Buy: Amazon (affiliate link)
Dog Man by Dav Pilkey
My partner Nick wanted to read more middle grade graphic fiction, somebody recommended Dog Man, and he laughed so much while reading the first one I had to read it immediately after. Dog Man is a cop with the body of a man and the head of a dog, sewn together after a freak accident. It is a silly as it sounds but at the same time, the character development is extremely moving and there are lots of jokes that it’s likely only adults would get. My favourite out of all of the Dog Man books so far is Dog Man: For Whom the Ball Rolls. There’s one scene that honestly I would buy a print of if I could.

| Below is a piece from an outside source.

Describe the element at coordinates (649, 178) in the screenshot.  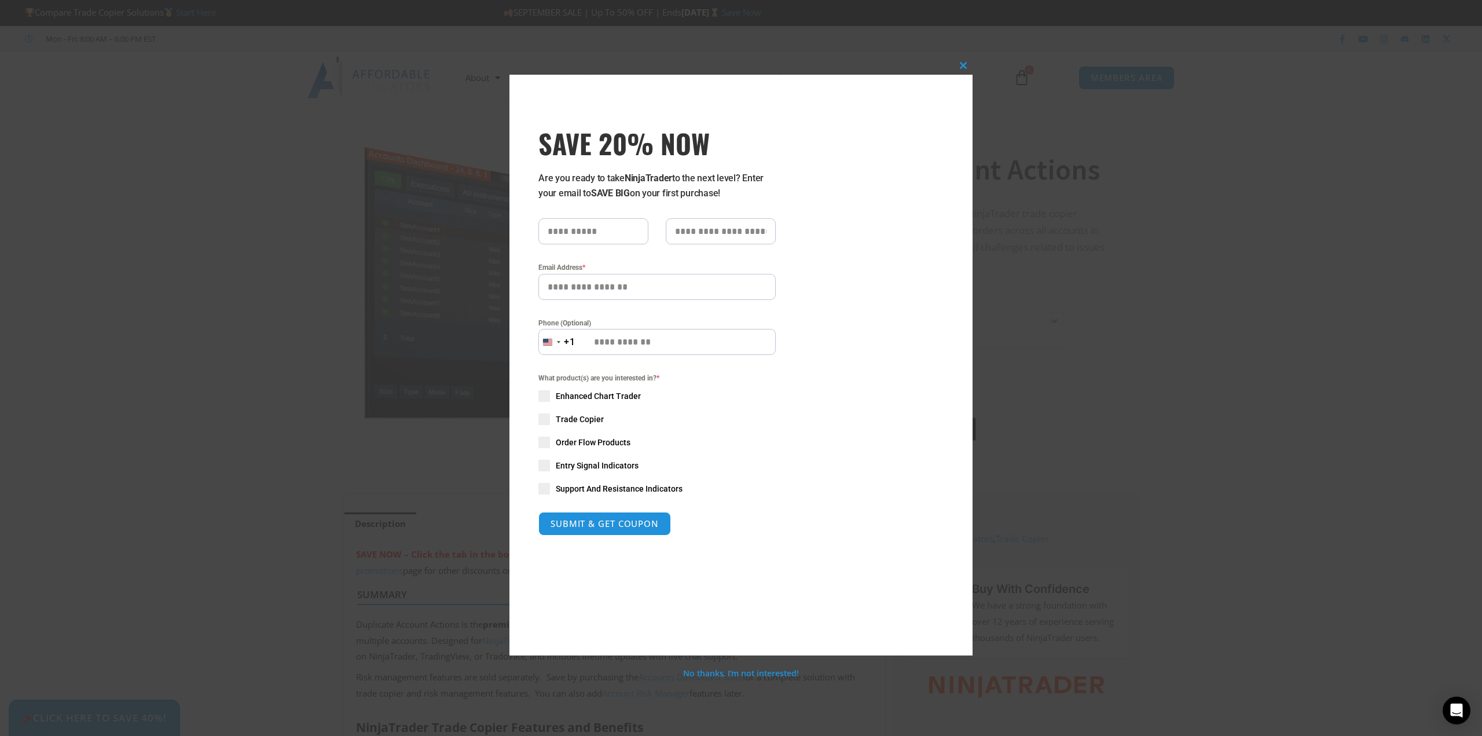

I am such a Dog Fan I started listening to the musical soundtrack as I was writing this. Dog Man is go!
Buy: Amazon | Bookshop.org (affiliate links)
Jade Legacy by Fonda Lee
This is the third in the Green Bone saga so all I can say really is that this book emotionally destroyed me. It was incredible.

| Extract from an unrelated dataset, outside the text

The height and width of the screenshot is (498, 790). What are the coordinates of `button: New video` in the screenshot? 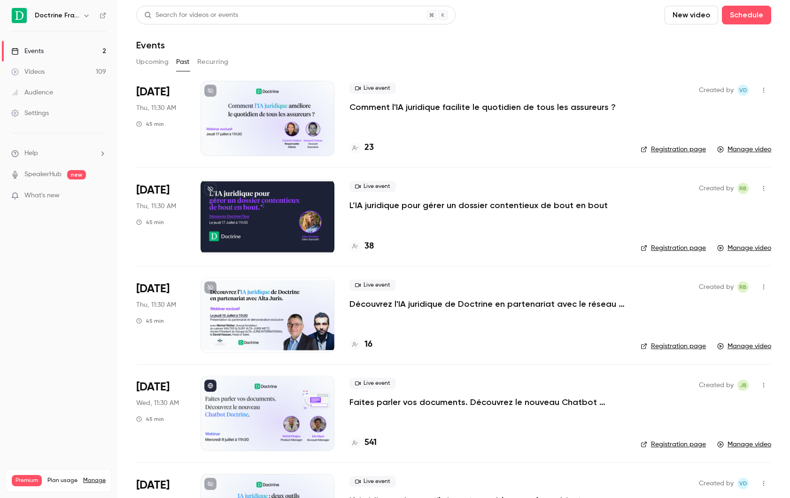 It's located at (692, 15).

The Green Bone saga is an alternate-Earth urban fantasy in which jade has bioenergetic powers that can be harnessed by the jade warrior clans of Kekon to give them superpowered fighting abilities. With supplies of jade limited, and other countries wanting to use it for their own purposes, the clans not only have to fight each other for supremacy, but they also have to ward off foreign threats to Kekon’s security. It’s part political drama, part family saga, and part action movie, with incredibly well described, visceral fight scenes.
Buy: Amazon | Bookshop.org (affiliate links)
Someday at Christmas by Lizzie Byron
Like Make You Mine This Christmas, Someday at Christmas met a particular longing for a different kind of Christmas which was missing from my life! It follows makeup counter saleswoman Shell Smith who has worked in department store Duke & Sons since she finished college. When old Mr Duke’s grandson Callum arrives to give the store a makeover, Shell is nervous, but she likes him right away and they get on increasingly well. Meanwhile, her terrible former crush Nick has come back into town and seems to have had a change of heart in regards to Shell. Will she sort out everything that’s going on and help save the store before Christmas? Well, you know the answer. But it’s a lovely journey! What I really loved about this was that it explored both letting go of the past but also keeping hold of the elements of the past that you really treasure I feel like that is such an appropriate and important theme for a Christmas book, and it contributed to this being an absolutely delightful read. I think this book would make a wonderful Christmas movie!
Buy: Amazon | Bookshop.org (affiliate links)
One Last Stop by Casey McQuiston
Like everybody else in the world I was really excited to read One Last Stop, and I’m happy to say I enjoyed it a lot more than Red, White and Royal Blue. I just prefer when at least one of the protagonists is a girl! That’s the way it is. I really enjoyed the story of love and time slipping on a underground train in New York but as with a lot of books it was actually the details and the background characters that really made it for me. I really loved the friends that the main character, August, meets when she first moves to the city, and the setting and all those little details made it a magical reading experience.
Buy: Amazon | Bookshop.org (affiliate links)
The Girl from the Sea by Molly Knox Ostertag
This is a graphic novel YA fantasy romance about Morgan, a girl who lives by the sea and one day encounters a selkie, Keltie. Their developing relationship brings Morgan more happiness than she’s ever known before, but threatens all that is comfortable about her life so far. It beautifully captures the tension between the life that the main character already has and a life that’s calling to her and her struggles to be brave enough to tell people who she is and what she wants. The art is beautiful, with character design that has lingered in my head ever since.